In fear thus born from the past and a volatile present alike, the narrator registers Nigel for an expensive, experimental “demelanization” procedure, to whiten the darkening patches of skin that mark his son for risk. Nigel’s grandfather, meanwhile, was imprisoned for failing to keep his inherently “threatening” appearance in check, his anger controlled Nigel’s father has tried to raise his son in a way that would protect him from this suffering.

Most fervently, he wants Nigel to be free from the scrutiny and adversity he has himself faced as a Black man.

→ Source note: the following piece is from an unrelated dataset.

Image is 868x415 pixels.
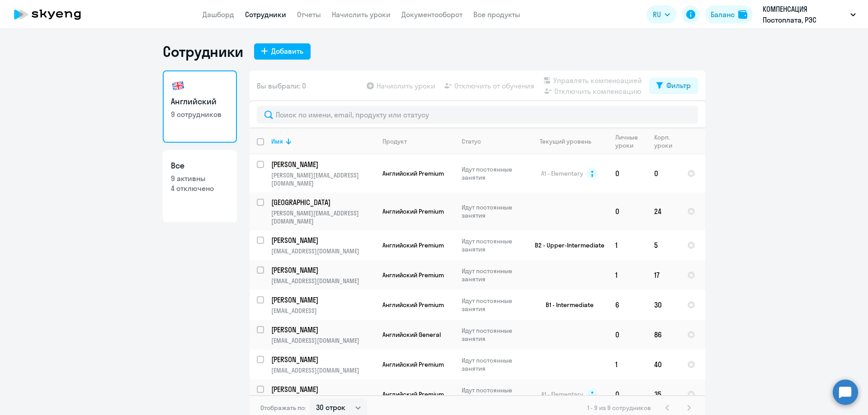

The novel’s unnamed narrator and protagonist yearns for nothing more than a successful future for his biracial son, Nigel. In actuality, the novel’s plot is no more absurd or preposterous than today’s news. The resurgence of the #blacklivesmatter movement, and resulting conversations about race, have illustrated just how shockingly close We Cast a Shadow sits to reality. The US President and many of his followers have ramped up their racist provocations. Since then we’ve seen the murders of George Floyd, Breonna Taylor, and many others. Surely, I thought, things would never get this bad, such normalization and societal complicity. Racial and economic tensions are not just in the background of the novel’s America: they have come fully into the open, with laws that overtly treat races differently based on the lie of safety and security for “all.” People of every walk of life have largely become resigned to it, have given up-even those progressively active in their past. The separations instead lie solely in the realm of the socio-political: this is 2018 or 2019, acutely augmented. Set in the near future, very little in this novel distinguishes the technology of its world from the present. It’s telling that my impressions of We Cast a Shadow have changed in small, but important, ways since I first read it months ago.